The author highlights the legal maneuvering with a sharp observation: "Trump can presumably just renew it for another 5 months when it ends, until he gets sued again and it goes back to the Supreme Court." This cyclical litigation strategy suggests the administration views the courts not as a check on power, but as a hurdle to be jumped over repeatedly. Critics might argue that the executive branch has historically used these emergency powers during genuine crises, but Smith's analysis suggests the current application lacks any such emergency, turning the IEEPA into a tool for routine economic policy.
The tariffs had their origin in 1990s-era worries about trade deficits, but they ended up as a way to make the Presidency more like a dictatorship.
The Economic Reality Check
Moving beyond the legalities, Smith dismantles the economic justifications for these levies. The administration claimed tariffs would reduce the trade deficit and spark a manufacturing renaissance. The data tells a different story. Smith cites the Wall Street Journal to show that "the manufacturing boom President Trump promised would usher in a golden age for America is going in reverse," with factory activity shrinking for 26 straight months. The logic is sound: tariffs are taxes on intermediate goods, making inputs like steel more expensive for domestic manufacturers, thereby hurting the very industries they were meant to protect.
He reinforces this with data from the Kiel Institute, noting that "American importers and consumers bear nearly the entire cost" of the tariffs, with foreign exporters absorbing only about 4% of the burden. This near-complete pass-through means the policy acts as a regressive tax on American households. While the administration celebrates the absence of a total economic collapse, Smith argues this is a low bar. "If you back off of most of your tariffs and the economy fails to crash, you don't get to celebrate," he writes, emphasizing that the policy has fixed nothing while causing significant inconvenience and higher prices.
The Power Play
Perhaps the most compelling part of Smith's argument is his exploration of why the administration clings to this failing policy. He dismisses simple economic ignorance, suggesting instead that the tariffs serve a deeper political function. The administration's rage at the Supreme Court ruling, which he describes as the President flying "into a rage" and accusing Justices of being "lapdogs," reveals the true stakes. Smith posits that the specific IEEPA tariffs were prized because they allowed the President to act as a "haphazard economic central planner," granting exemptions to allies and punishing enemies.
He argues that the policy is a vehicle for leverage and potential corruption, where companies must "line up to curry favor with Trump and his family" to secure exemptions. This interpretation reframes the tariff war as a power grab. "In other words, I think that although the tariffs had their origin in 1990s-era worries about trade deficits, they ended up as a way to make the Presidency more like a dictatorship," Smith concludes. This aligns with historical warnings about the concentration of power; just as the Smoot-Hawley Tariff Act of 1930 once led to global trade collapse, the current push for unilateral authority threatens to bypass the legislative branch entirely.

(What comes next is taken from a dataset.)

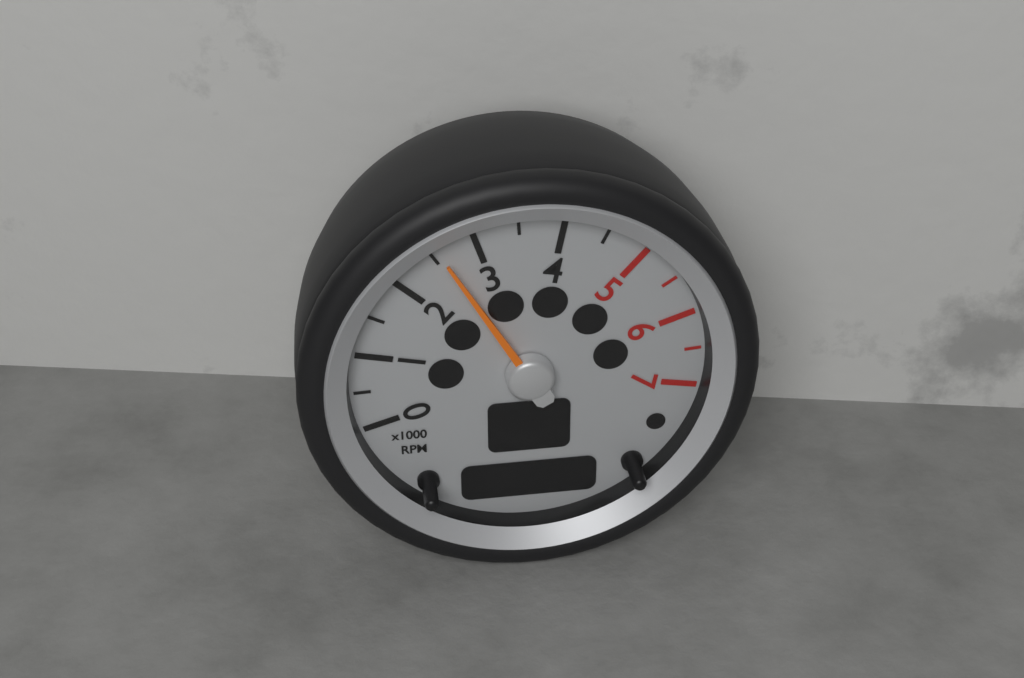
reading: 2600 RPM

Critics of this view might argue that the President simply needs flexible tools to negotiate in a complex global economy, but Smith's evidence of the policy's self-defeating nature undermines the idea that this is about national interest rather than personal control.
Bottom Line
Smith's strongest contribution is exposing the disconnect between the administration's stated economic goals and the actual pursuit of unchecked executive authority. The piece's biggest vulnerability is its reliance on the assumption that the administration's actions are purely motivated by power rather than a genuine, albeit flawed, ideological belief in protectionism. However, the evidence of manufacturing decline and consumer pain makes the case that the policy is unsustainable. Readers should watch for how the administration attempts to bypass the Supreme Court ruling using Section 122, as this will be the next flashpoint in the struggle over who controls the nation's trade policy.